The Rape of the Sabine Women




The story of the rape of the Sabine women is an ancient one. Like many founding myths of nations, it involves sexual violence. Romulus, one of the legendary founders of Rome, led a group of womanless men, a state without a nation, doomed to extinction. Neighboring tribes, including the Sabines, refused to intermarry with this band of interlopers, so the Romans invited them to a celebration. In the midst of the festivities, Romulus gave a signal by raising his cloak, and, acting in concert, the Roman warriors seized the Sabine women and abducted them, one for each, to serve as their wives.

But Romulus and his brother Remus are perhaps more famous for the story of their own foundling origins. According to the legend, they were suckled by a she-wolf. The wolf makes several appearances in The Rape of the Sabine Women (2006), a film by Eve Sussman & The Rufus Corporation. In early moments, the wolf lounges in the Pergamon Museum’s courtyard; later she sidles through the museum and appears in the aftermath of the story.
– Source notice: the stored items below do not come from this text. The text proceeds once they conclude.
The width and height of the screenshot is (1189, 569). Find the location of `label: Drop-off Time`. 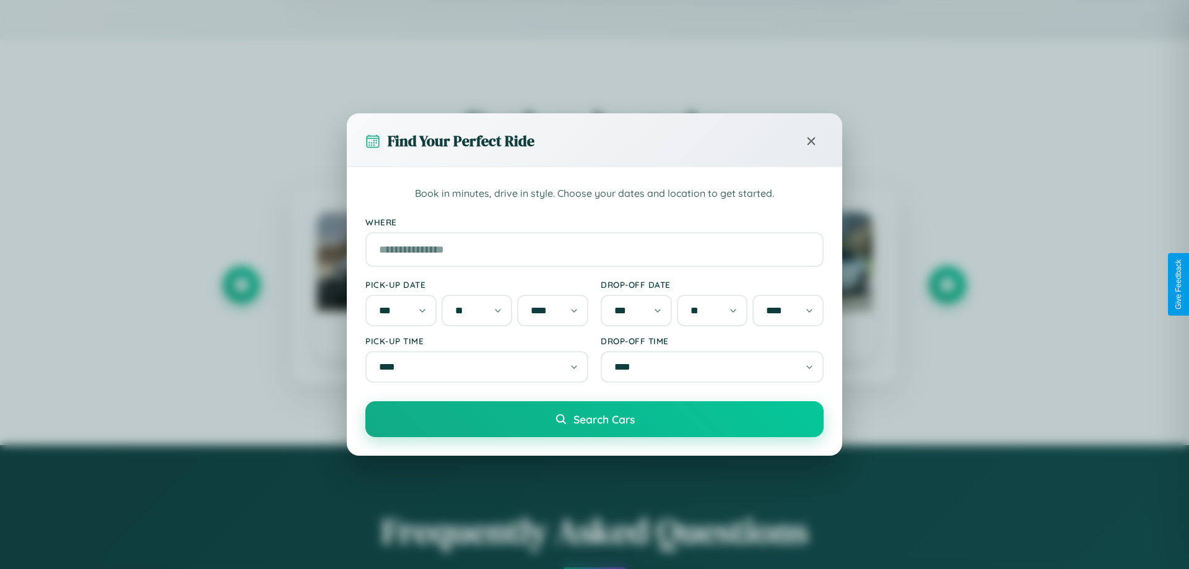

label: Drop-off Time is located at coordinates (712, 340).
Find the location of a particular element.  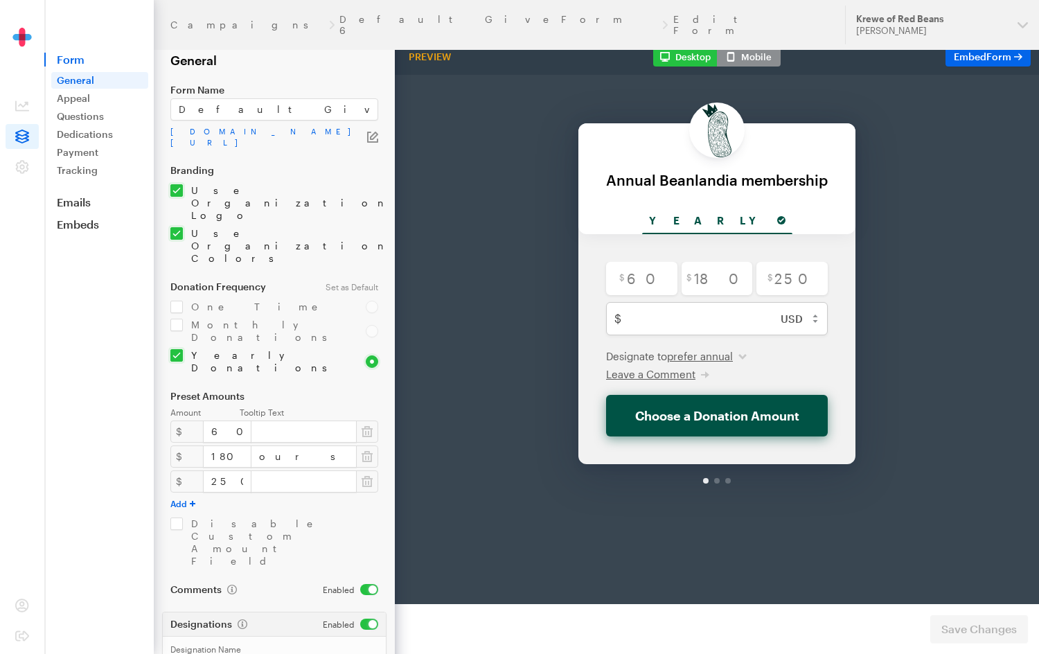

a: Questions is located at coordinates (100, 116).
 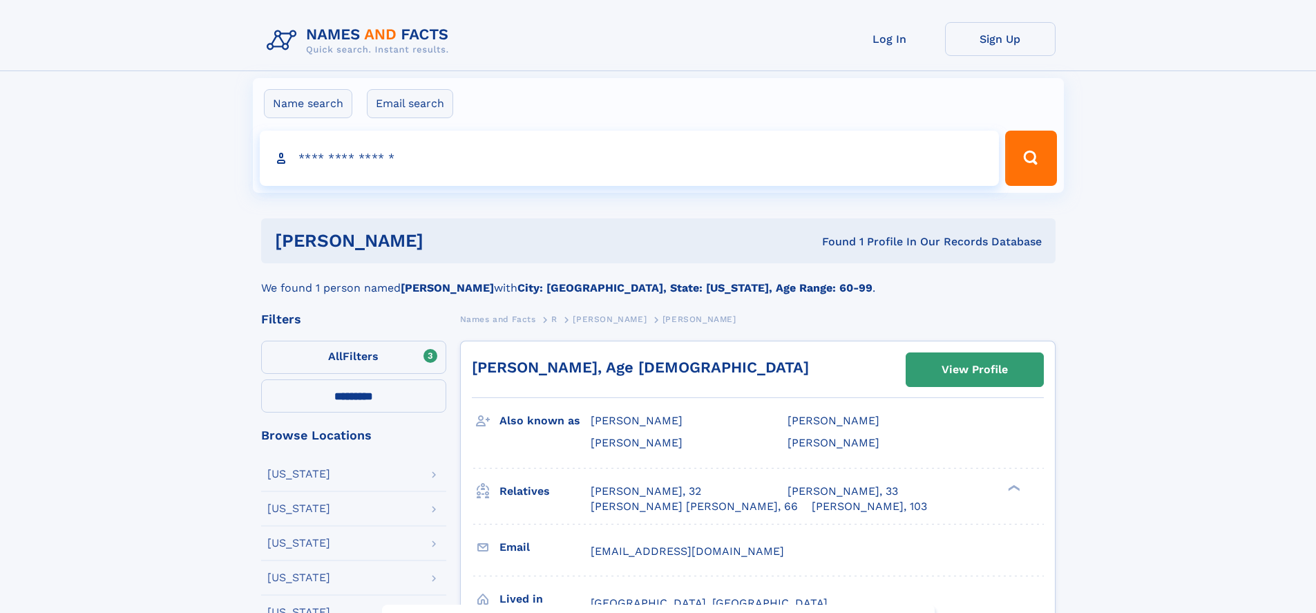 What do you see at coordinates (545, 491) in the screenshot?
I see `h3: Relatives` at bounding box center [545, 491].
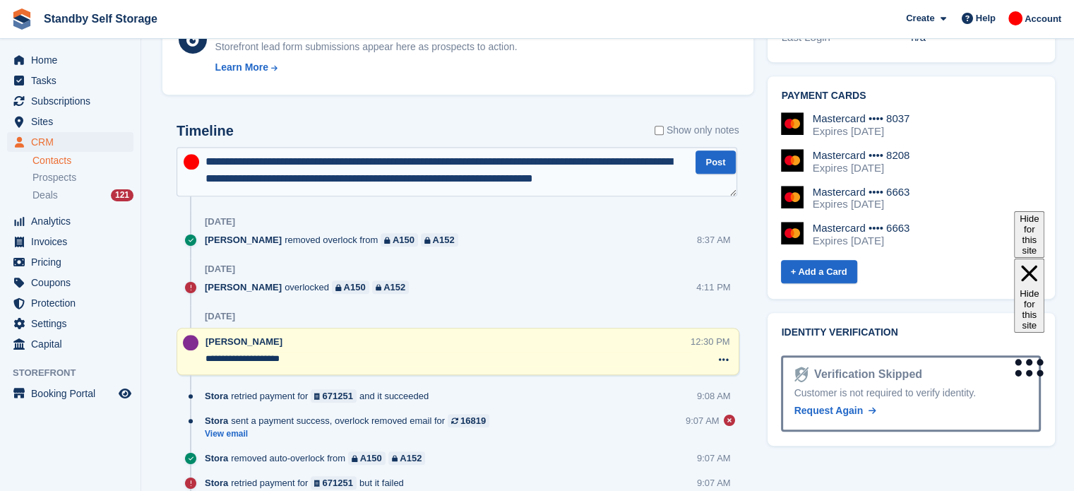 Image resolution: width=1074 pixels, height=491 pixels. I want to click on span: Help, so click(986, 18).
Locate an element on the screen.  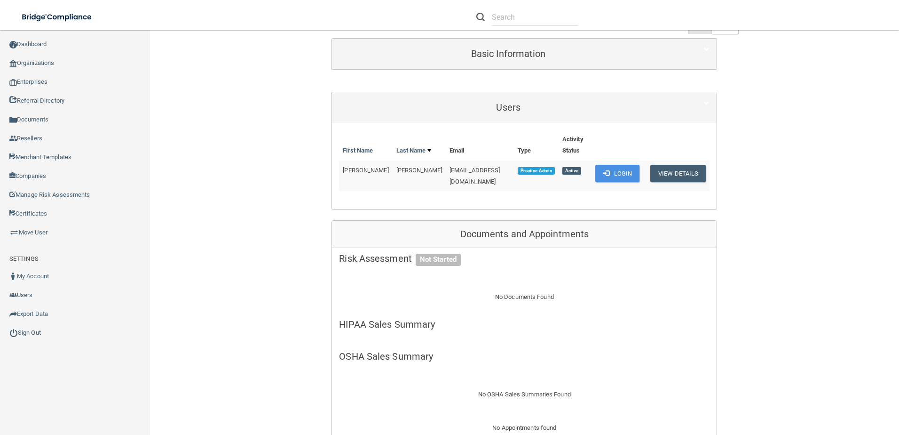
span: Not Started is located at coordinates (438, 260).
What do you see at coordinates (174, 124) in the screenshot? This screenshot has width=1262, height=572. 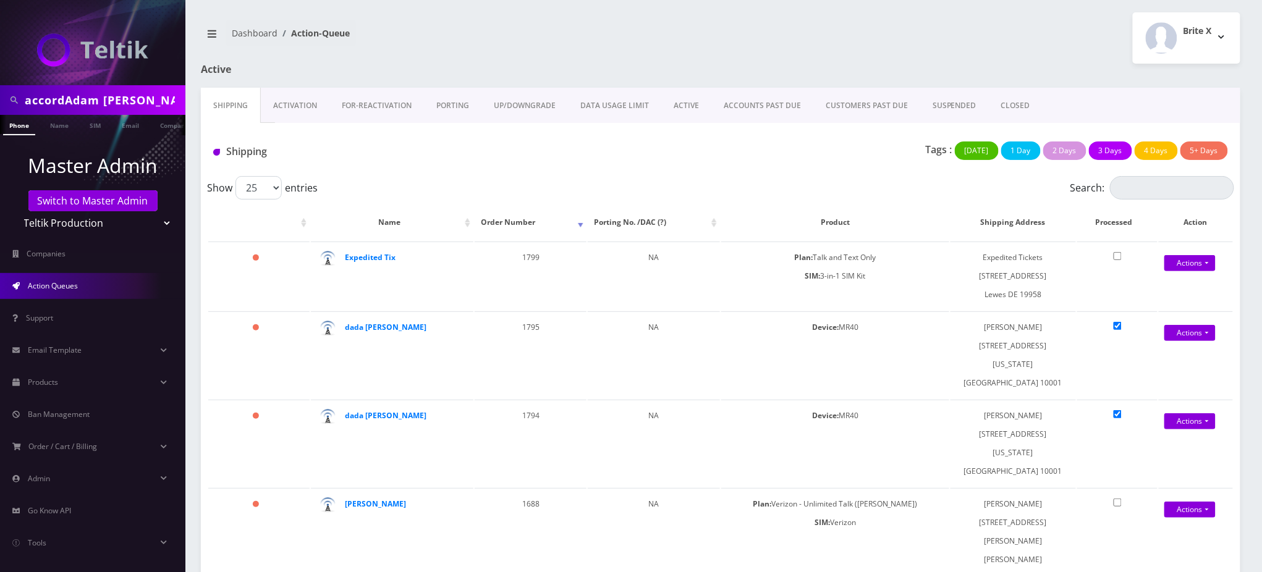 I see `a: Company` at bounding box center [174, 124].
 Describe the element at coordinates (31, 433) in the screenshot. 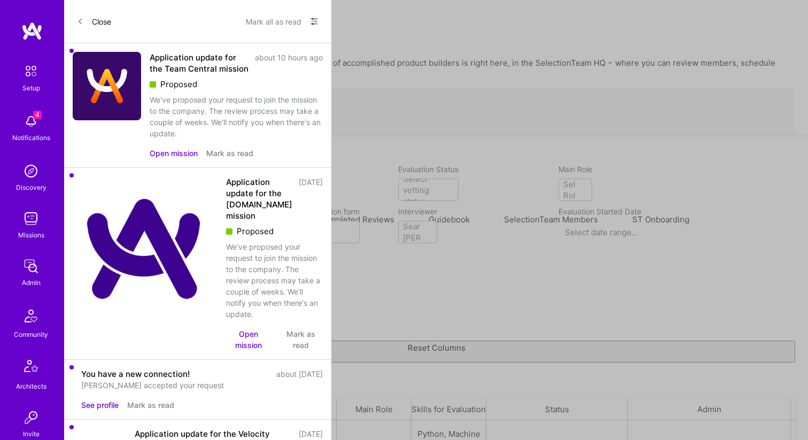

I see `div: Invite` at that location.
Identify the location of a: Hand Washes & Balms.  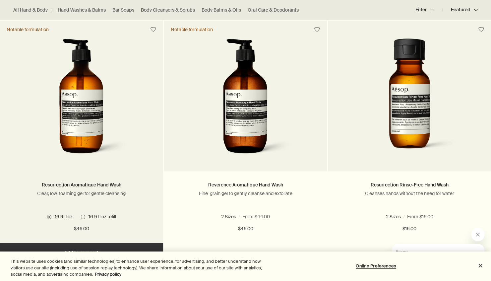
(82, 10).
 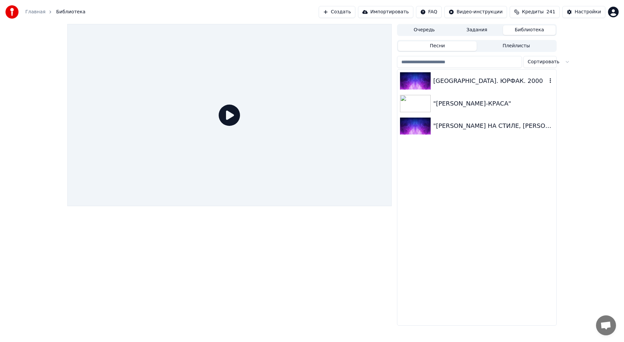 I want to click on span: Библиотека, so click(x=71, y=12).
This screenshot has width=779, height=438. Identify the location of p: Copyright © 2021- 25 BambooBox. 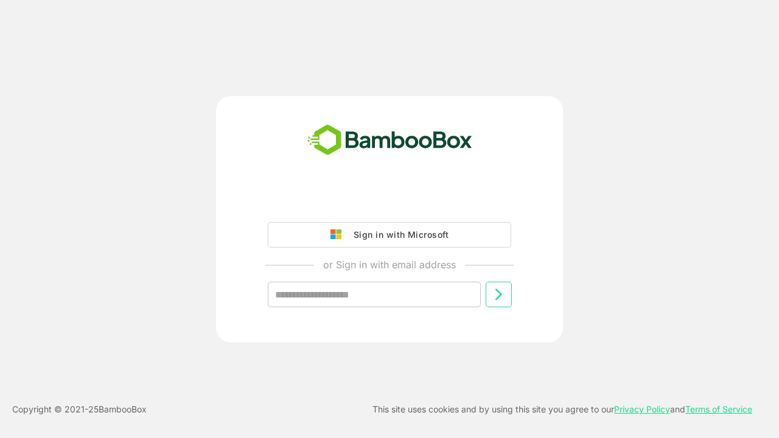
(79, 409).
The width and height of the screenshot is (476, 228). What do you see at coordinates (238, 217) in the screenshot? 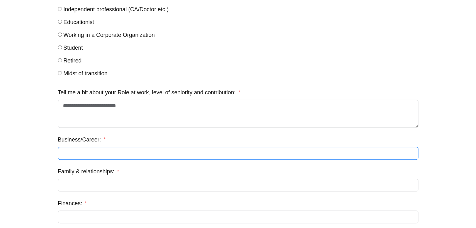
I see `input: Finances:` at bounding box center [238, 217].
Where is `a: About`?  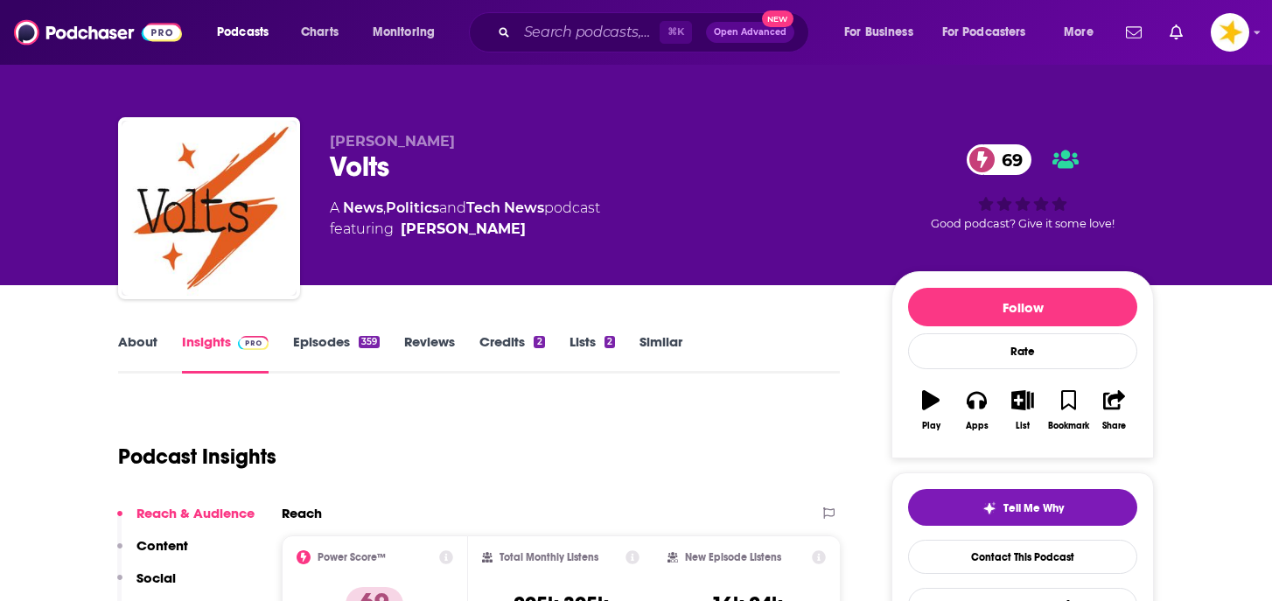 a: About is located at coordinates (137, 353).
With the wolf and the story of Rome’s origins in mind, one might notice that the Pergamon courtyard resembles the Capitoline hill in Rome. Imposing classical facades constitute three sides of a square, with the fourth opening onto a descending staircase. The Capitoline—legendary original seat of government—displays in its courtyard a reproduction of the famous bronze statue of the wolf suckling the two boys.

Like the Capitoline museums, the Pergamon Museum houses antiquities, but in the German case, they are conquered antiquities, at least symbolically so, suggesting northern cultural supremacy—the museums of northern Europe as secure repositories for Mediterranean artifacts.